CES 2024 opens in a month, and hardly any of its participants will even mention 5G. Instead of fantastic scenarios, fifth-generation mobile networks are used in the same way as their predecessors: for watching videos on smartphones and connecting home routers if there are no other options. And American telecom operators are now looking for every slight opportunity to offset their costs for these networks at the expense of subscribers.

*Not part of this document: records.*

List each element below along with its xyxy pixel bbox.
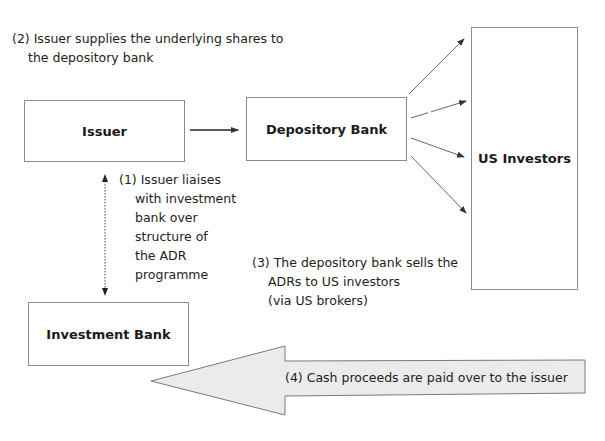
step-1-line-4: structure of bbox=[119, 227, 236, 246]
step-1-line-1: (1) Issuer liaises bbox=[119, 170, 236, 189]
step-1-line-2: with investment bbox=[119, 189, 236, 208]
step-1-line-6: programme bbox=[119, 265, 236, 284]
step-1-note: (1) Issuer liaises with investment bank … bbox=[119, 170, 236, 284]
step-3-line-2: ADRs to US investors bbox=[252, 272, 458, 291]
step-4-label: (4) Cash proceeds are paid over to the i… bbox=[285, 370, 568, 385]
issuer-investment-bank-dotted-arrow bbox=[102, 174, 108, 296]
step-3-note: (3) The depository bank sells the ADRs t… bbox=[252, 253, 458, 310]
step-3-line-1: (3) The depository bank sells the bbox=[252, 253, 458, 272]
step-3-line-3: (via US brokers) bbox=[252, 291, 458, 310]
step-1-line-5: the ADR bbox=[119, 246, 236, 265]
depository-to-investors-arrows bbox=[409, 39, 466, 213]
step-1-line-3: bank over bbox=[119, 208, 236, 227]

A striking example was the operator Verizon, which paid $45.5 billion for 5G bands at a radio frequency auction—almost twice as much as its competitor AT&T. During Verizon’s latest earnings call, investors asked the company’s CEO directly when he expected to see a return on this colossal investment. Verizon CEO Hans Vestberg answered this question by juggling phrases like “the right offers for our clients” and “creating net profit for us”mentioned “price adjustment” and some “new value” for clients, but in essence all these words meant nothing.
Verizon’s financial report mostly gives an indirect idea of the development of 5G for the operator: in reality, there is no talk of robotic surgery and self-driving cars – the deployment of many such projects requires autonomous networks, the creation of which continues. The very fact of switching to the 5G standard does not yet indicate new achievements: millimeter-wave networks offer high speeds, but have a limited range, and low-frequency networks are sometimes slower than 4G. Another operator strategy is to organize private networks for enterprises, but selling them requires sales representatives with a good knowledge of the specifics of each industry. And not every manufacturer needs such a network. Theoretically, 5G has potential in the automotive industry, but in practice, many factories were built a long time ago and are difficult to modernize.
In the consumer segment, the changes were more noticeable. T-Mobile and Verizon have begun aggressively connecting households with 5G as an alternative to traditional fixed-line cable access. The possibilities of mobile communications have expanded – for example, fans of singer Taylor Swift in the Texas city of Arlington once generated 29 TB of traffic from the AT&T operator in one day, and 5G has proven in practice that its throughput is higher than that of LTE. AT&T spokesman Jim Greer noted that the volume of traffic on the operator’s network is growing by 30% annually – subscribers are pleased to be able to stream video from a crowded stadium without waiting to return home, where there is Wi-Fi.
Counterpoint Research director Jeff Fieldhack also points to the potential of network slicing, where operators prioritize certain types of traffic. This makes sense when dealing with safety-critical applications: priority should be given to the car passing through the intersection, not to the YouTuber sitting in the back seat. Now operators do not differentiate between clients. This requires standalone 5G networks – only T-Mobile has succeeded in this among American operators. As a result, the same Verizon was faced with the fact that investments in 5G did not bring additional profits: interest rates are high in the United States, and smartphone sales are falling. And the company can only boast that in 2023 it carried out “pricing events worth more than $1 billion”maintaining low customer churn.